Error message

Deprecated function: The each() function is deprecated. This message will be suppressed on further calls in menu_set_active_trail() (line 2405 of /home/customer/www/reimaginerpe.org/public_html/includes/menu.inc).

Oakland to Discuss Plan to Reach Aggressive Greenhouse-Gas Reduction Goal

Submitted by News Desk on Wed, 04/14/2010 - 4:40pm
Source: 

As of November 2009, at least 139 cities in the United States had climate action plans, including Portland and Chicago. Oakland doesn’t have one yet, but it does have a goal: by 2020, the city seeks to reduce greenhouse gas emissions to 36 percent of what they were in 2005. That goal is more aggressive than those of either San Francisco or Berkeley, which both have climate action plans.

Emily Kirsch, coordinator of the Oakland Climate Action Coalition, has called Oakland’s reduction target “one of the most ambitious greenhouse-gas reduction targets in any city in the United States.”

But having an ambitious goal is all well and good. Achieving it is something else again.

On Tuesday, city staff members will update the Oakland City Council on how that plan is coming together, as well as preview initial findings and possible policy recommendations. The first draft of the Energy and Climate Action plan is set to be released on Earth Day, April 22.

The key word is draft. Last month, I spoke to Garrett Fitzgerald, the city’s sustainability coordinator (and point person for the plan) for an article I wrote for Oakland North.

Mr. Fitzgerald has identified three broad categories of activities that generate emissions: transportation and land use (think cars and trucks and long commutes), building energy use (think fossil-fuel-fired power plants churning out electricity unnecessarily), and material consumption and waste reduction (think recycling). The updates to be discussed Tuesday will have specific policy recommendations for each category.

One thing to keep an eye out for is which policies, if any, require mandatory action from individuals and business owners, such as energy-efficient building retrofits.

Mr. Fitzgerald told me he was hoping to avoid any policy that would impose requirements on individuals, but it’s a real challenge to get cities to reach goals by relying on environmentally conscious early adopters alone. Whatever is proposed, it will evolve when residents weigh in.

“I’ve never seen any city develop a climate plan where the first draft becomes the final plan,” he said. “We’ve gotten a ton of community input in this process. I expect we’ll get a lot more input once we have a draft for people to react to.”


PROBLEM STATEMENT: If a line of the data contains the word "Number", it is counted; report how many such lines there are and nothing else.
--- DATA FOR ANALYSIS Enclosed Below ---
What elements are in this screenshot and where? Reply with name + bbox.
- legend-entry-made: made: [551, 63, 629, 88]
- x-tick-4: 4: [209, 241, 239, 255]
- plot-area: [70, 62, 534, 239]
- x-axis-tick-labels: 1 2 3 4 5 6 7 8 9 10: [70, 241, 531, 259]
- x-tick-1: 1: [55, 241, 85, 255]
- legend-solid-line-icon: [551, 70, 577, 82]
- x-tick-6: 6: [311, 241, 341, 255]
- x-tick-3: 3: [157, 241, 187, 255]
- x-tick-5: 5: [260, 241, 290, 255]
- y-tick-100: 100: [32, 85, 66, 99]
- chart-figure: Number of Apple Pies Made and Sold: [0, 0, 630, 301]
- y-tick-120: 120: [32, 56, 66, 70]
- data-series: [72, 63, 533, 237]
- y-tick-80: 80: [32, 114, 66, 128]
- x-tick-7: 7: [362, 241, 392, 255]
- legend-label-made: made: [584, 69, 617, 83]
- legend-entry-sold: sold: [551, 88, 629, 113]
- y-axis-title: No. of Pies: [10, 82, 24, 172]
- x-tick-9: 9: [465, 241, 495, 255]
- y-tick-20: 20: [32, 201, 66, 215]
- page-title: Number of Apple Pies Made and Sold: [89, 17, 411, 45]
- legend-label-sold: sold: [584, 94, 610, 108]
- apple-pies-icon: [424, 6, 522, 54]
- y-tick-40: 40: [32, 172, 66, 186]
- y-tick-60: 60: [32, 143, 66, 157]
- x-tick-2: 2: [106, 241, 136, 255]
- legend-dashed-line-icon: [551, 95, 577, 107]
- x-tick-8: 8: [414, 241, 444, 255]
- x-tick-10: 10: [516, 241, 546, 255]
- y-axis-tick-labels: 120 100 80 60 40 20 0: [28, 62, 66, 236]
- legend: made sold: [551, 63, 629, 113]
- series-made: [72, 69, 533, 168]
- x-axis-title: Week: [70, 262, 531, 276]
--- End of Enclosed DATA FOR ANALYSIS ---
RESULT OF THE EXERCISE: 2